Bank of Ireland shifted €600 million of soured loans off its balance sheet last year through the sale and bond market refinancing of portfolios of buy-to-let mortgages.

The bank is now planning to remove a portfolio of mainly problem owner-occupier loans this year, following the recent leads of Ulster Bank and Permanent TSB, in spite of rising political opposition to such moves. AIB is also lining up the sale of loans attached to primary dwellings as part of a final push by lenders to cut their levels of non-performing loans amid pressure from regulators.

It is understood that Bank of Ireland aims to carry out a bond market refinancing, or securitisation deal, on the transaction it is preparing.

Ms McDonagh rejected suggestions that the bank was seeking to advance a deal before a new government takes office and potentially sets out laws to restrict loan sales. A Sinn Féin Bill to stop banks selling loans without borrowers’ permission died as the last Dáil was dissolved.

Bank of Ireland has delayed the broad rollout of a new mobile banking phone app to March

Bank of Ireland grew its loan book by a net €2.5 billion last year to €79.5 billion, marking the second consecutive year of expansion after a decade of contraction.

While non-performing loans (NPLs) declined by €1.5 billion to €3.5 billion, the bank set aside €215 million to cover expected bad loan losses, as it took a charge against a “small number” of large loans. And its general provisioning for this returned to “normalised” levels. The bank had released €42 million of provisions in 2018.

Dividend increase

Davy analyst Diarmaid Sheridan said the bank’s 2019 loan impairment charge was 20 per cent higher than he expected, while its planned 9 per cent dividend increase to 17.5 cent per share was 2 cent below what he had pencilled into his forecasts.
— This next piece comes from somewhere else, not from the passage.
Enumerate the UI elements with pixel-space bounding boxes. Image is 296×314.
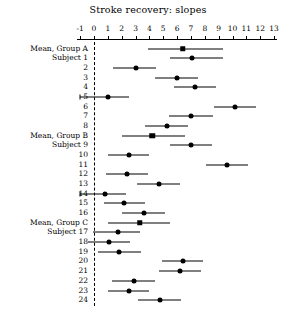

The bank’s net interest margin declined to 2.14 per cent last year from 2.2 per cent in 2019. This was driven by the sale of its UK credit cards portfolio, which has high interest rates but requires large levels of capital reserves to be set against it – leading to weak profit returns.

Bank of Ireland has delayed the broad rollout of a new mobile banking phone app to March, having initially expected to launch this key project in its €1.15 billion IT overhaul last year.

Ms McDonagh said that while the rollout, currently confined to bank staff, has taken “a bit longer than expected”, the bank is “focused on getting it right”.

The CEO reaffirmed the bank’s commitment to maintaining the overall budget for its IT and wider restructuring programme at €1.4 billion.

Meanwhile, the bank has increased its capital reserves target to 13.5 per cent from 13 per cent to take into account rising regulatory demands that it have sufficient money set aside to cover potential shock losses in the future.